The largest part of ECGD's activities involves underwriting long term loans to support the sale of capital goods, such as aircraft, defence equipment, bridges, machinery and services, and to help UK companies take part in major overseas projects such as the construction of oil and gas pipelines and the upgrading of hospitals, airports and power stations. Support can be given for contracts as low as £25,000, but some of the projects ECGD backs can go well beyond the £100 million mark.

As part of its risk-management process, ECGD has to make a judgement on the ability of a country to meet its debt obligations. The department uses a ‘productive expenditure’ test, undertaken in consultation with DfID, that makes sure that the poorest countries (both those defined as Heavily Indebted Poor Countries and International Development Association-assisted countries), such as Tanzania (an LDC), only get official export credits from the UK for projects that help social and economic development without creating a new unsustainable debt burden. ECGD continues to check that the proposed borrowing is sustainable.

ECGD and Defence Exports

The proportion of ECGD’s business in support of defence exports has ranged from 30% to 50% in recent years.

ECGD support for defence exports is conditional upon exporters obtaining valid export licences from the DTI-based Export Control Organisation. All applications are carefully assessed, on a case-by-case basis, against the consolidated EU and National Arms Export Licensing criteria.
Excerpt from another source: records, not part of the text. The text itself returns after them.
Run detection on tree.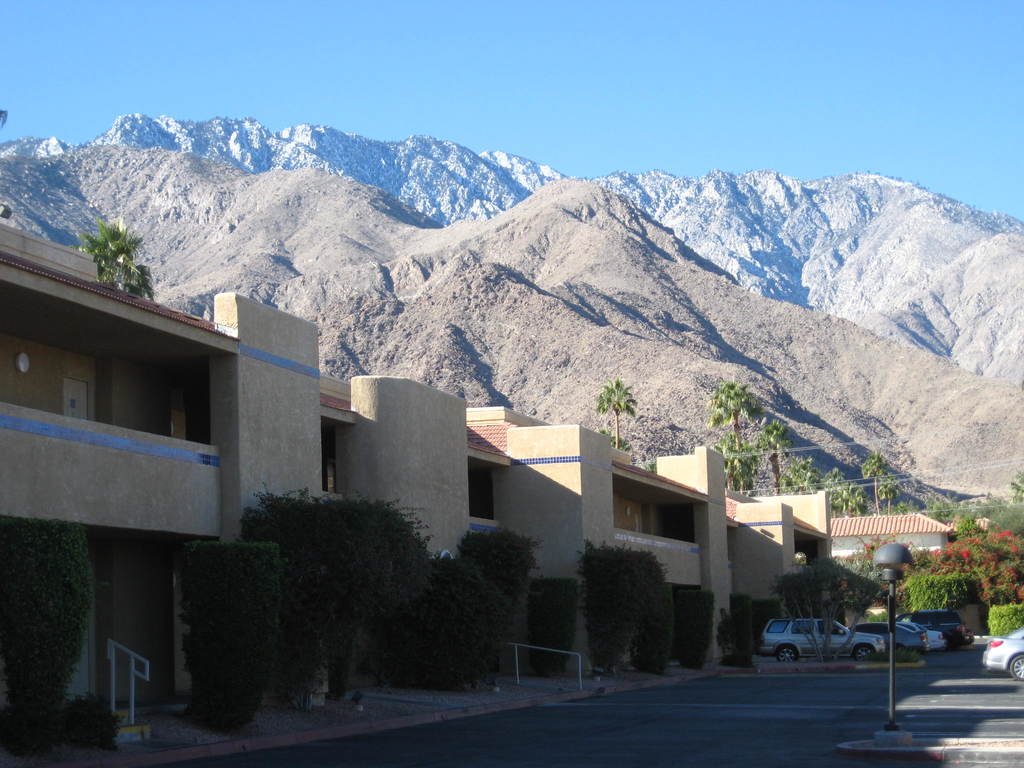
Result: select_region(60, 220, 153, 303).
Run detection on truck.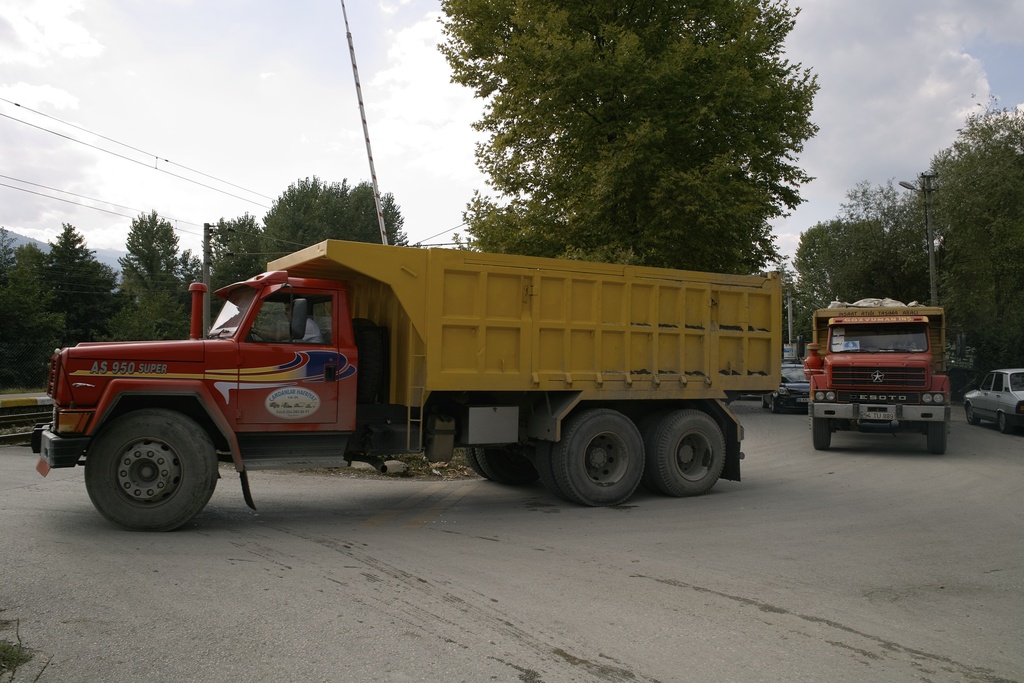
Result: left=797, top=290, right=951, bottom=465.
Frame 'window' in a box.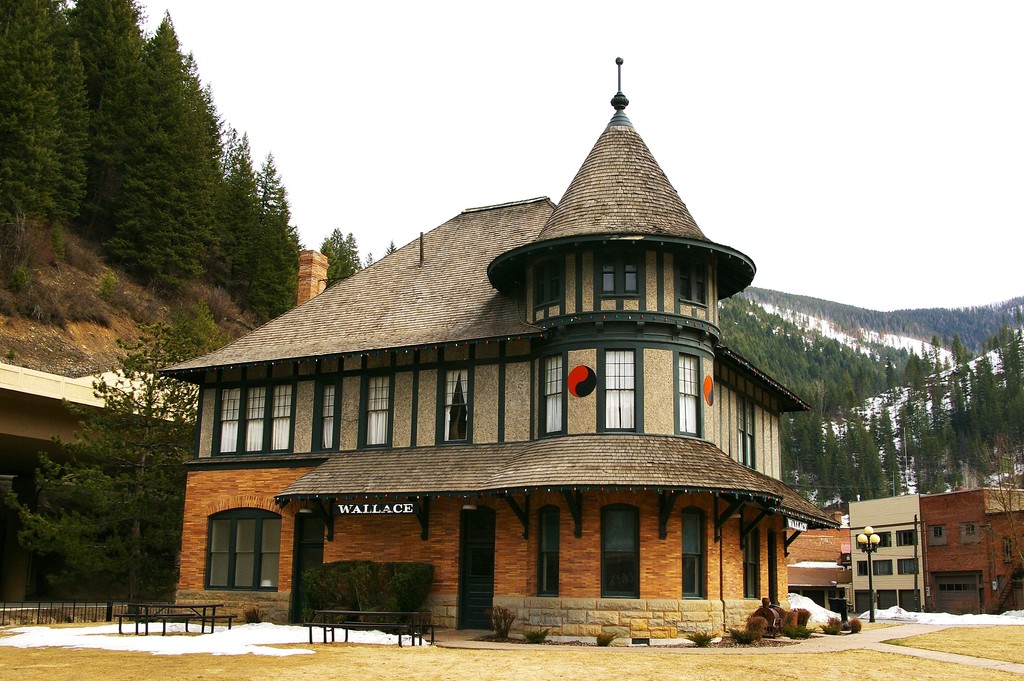
bbox=(685, 509, 706, 602).
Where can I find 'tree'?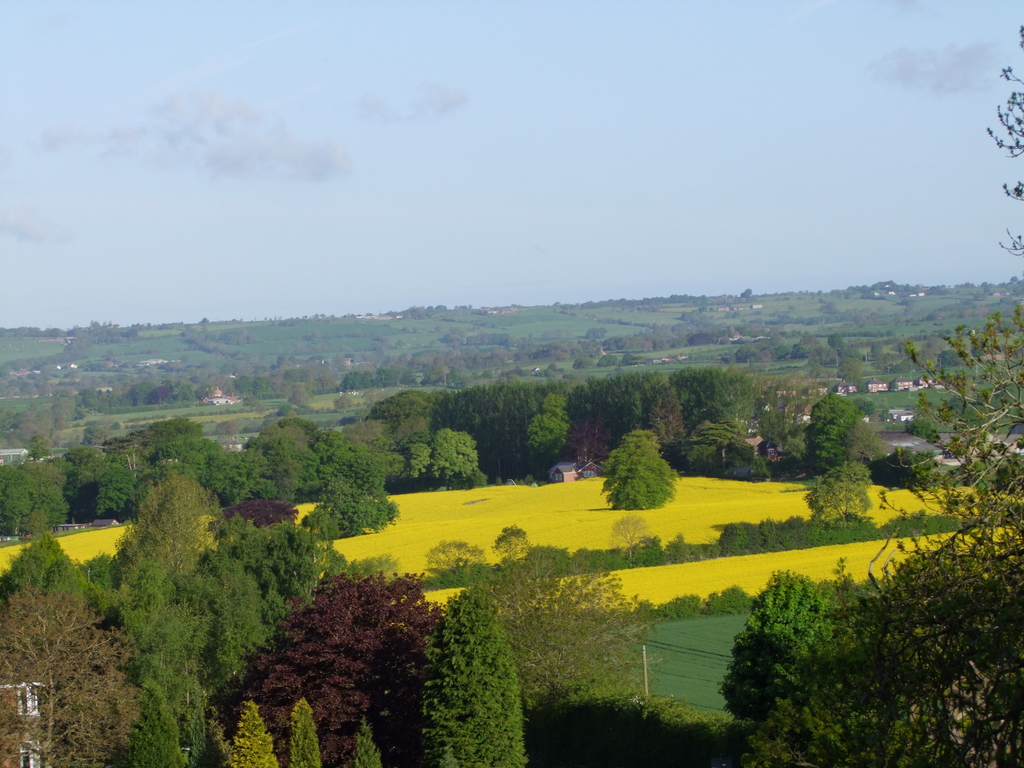
You can find it at bbox=[0, 540, 108, 620].
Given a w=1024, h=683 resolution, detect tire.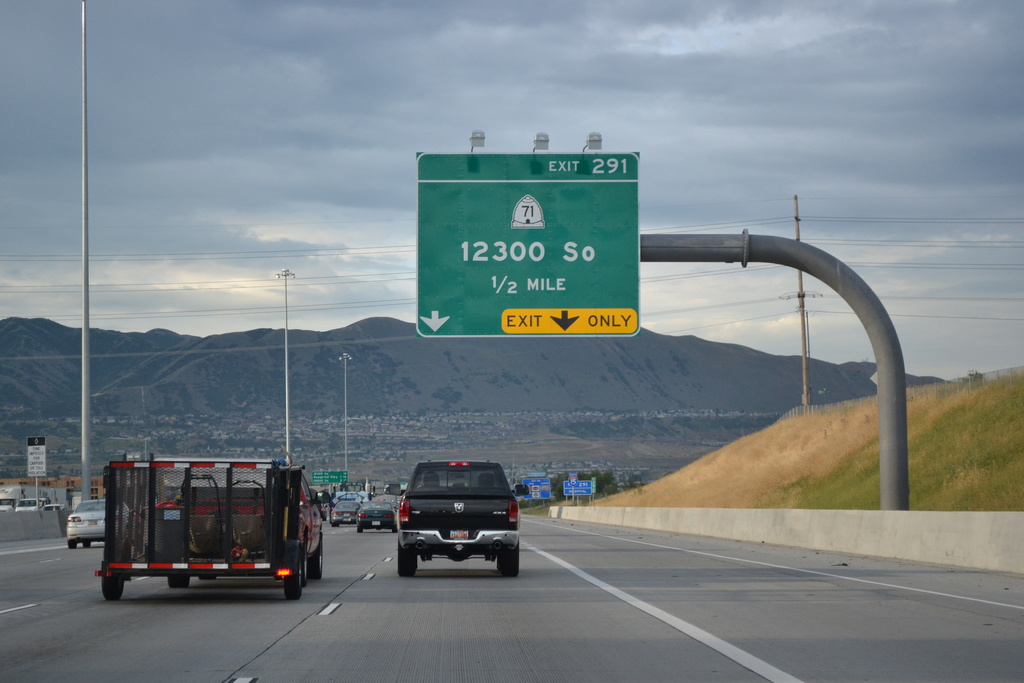
bbox(391, 524, 397, 533).
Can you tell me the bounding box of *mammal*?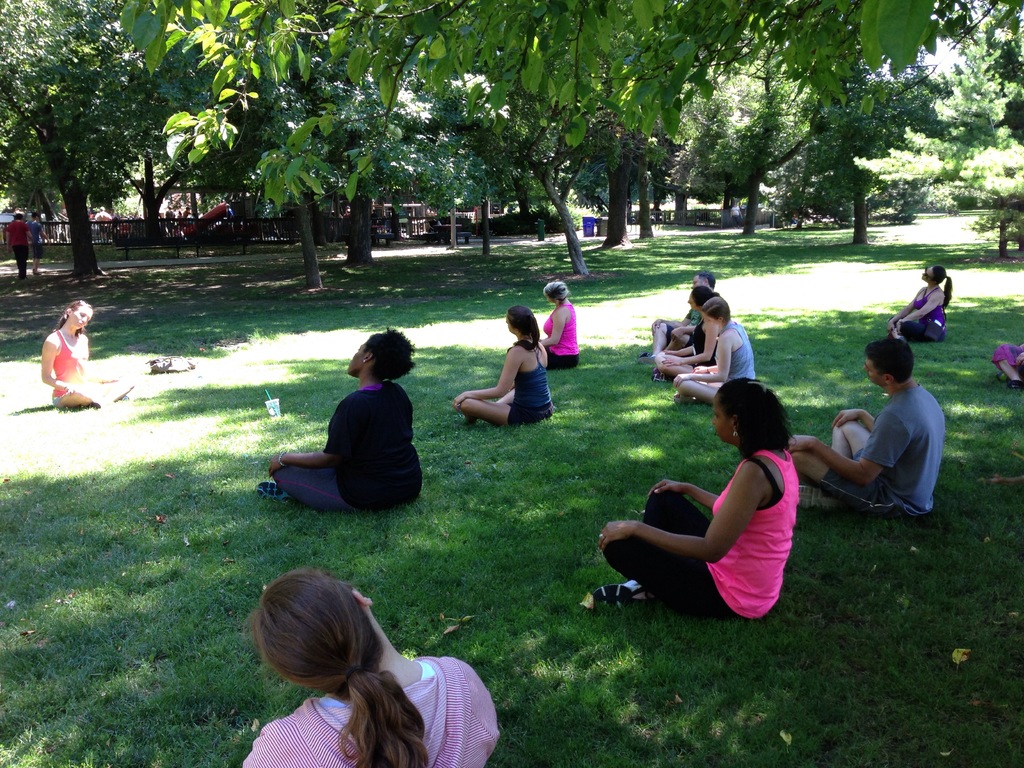
(x1=596, y1=377, x2=801, y2=621).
ECGD’s Anti-Bribery and Corruption Procedures

Through the public information ECGD provides, the declarations in its application forms and the enquiries it makes, ECGD aims to:

· deter illegal payments, corrupt practices and money laundering by applicants for ECGD's support; and

· ensure, as far as is practicable, that all transactions that ECGD supports do not place ECGD in breach of any UK or European legislation or place the UK in contravention of any international agreements to which the UK is a party.

Key aspects of ECGD's anti-bribery and corruption procedures are to:

· Require applicants to provide copies of their codes of conduct and to confirm that they have applied them in tendering for the award of the contract for which ECGD’s support is sought;

· Obtain information with a view to ascertaining whether any improper payments involving agents have been made;

· Inspect, if necessary, exporters' documents relating to winning contracts and making payments to agents;

· Remind applicants of their obligations to comply with UK anti-corruption legislation;

· Remind applicants that ECGD will refer all allegations of bribery, corruption or money laundering to the appropriate authorities;

· Require applicants to declare that neither they nor any of their directors have admitted to, or been convicted of, engaging in any form of bribery or corruption;

· Require applicants to disclose whether they, or anyone acting on their behalf, is under charge in a UK court for bribery of a foreign public official;

· Require each applicant to make reasonable enquiries concerning any of its subsidiary companies, agents or consortium partners who, in each case, are involved in the contract for which ECGD’s support is sought and to confirm that, on the basis of those reasonable enquiries, the applicant has no cause to believe that any of those parties, or any of their directors, has admitted to, or been convicted of, engaging in any corrupt activity; and

· Require each applicant to confirm that neither the applicant nor anyone acting on the applicant’s behalf has engaged in corrupt activity in relation to the contract for which ECGD’s support is sought.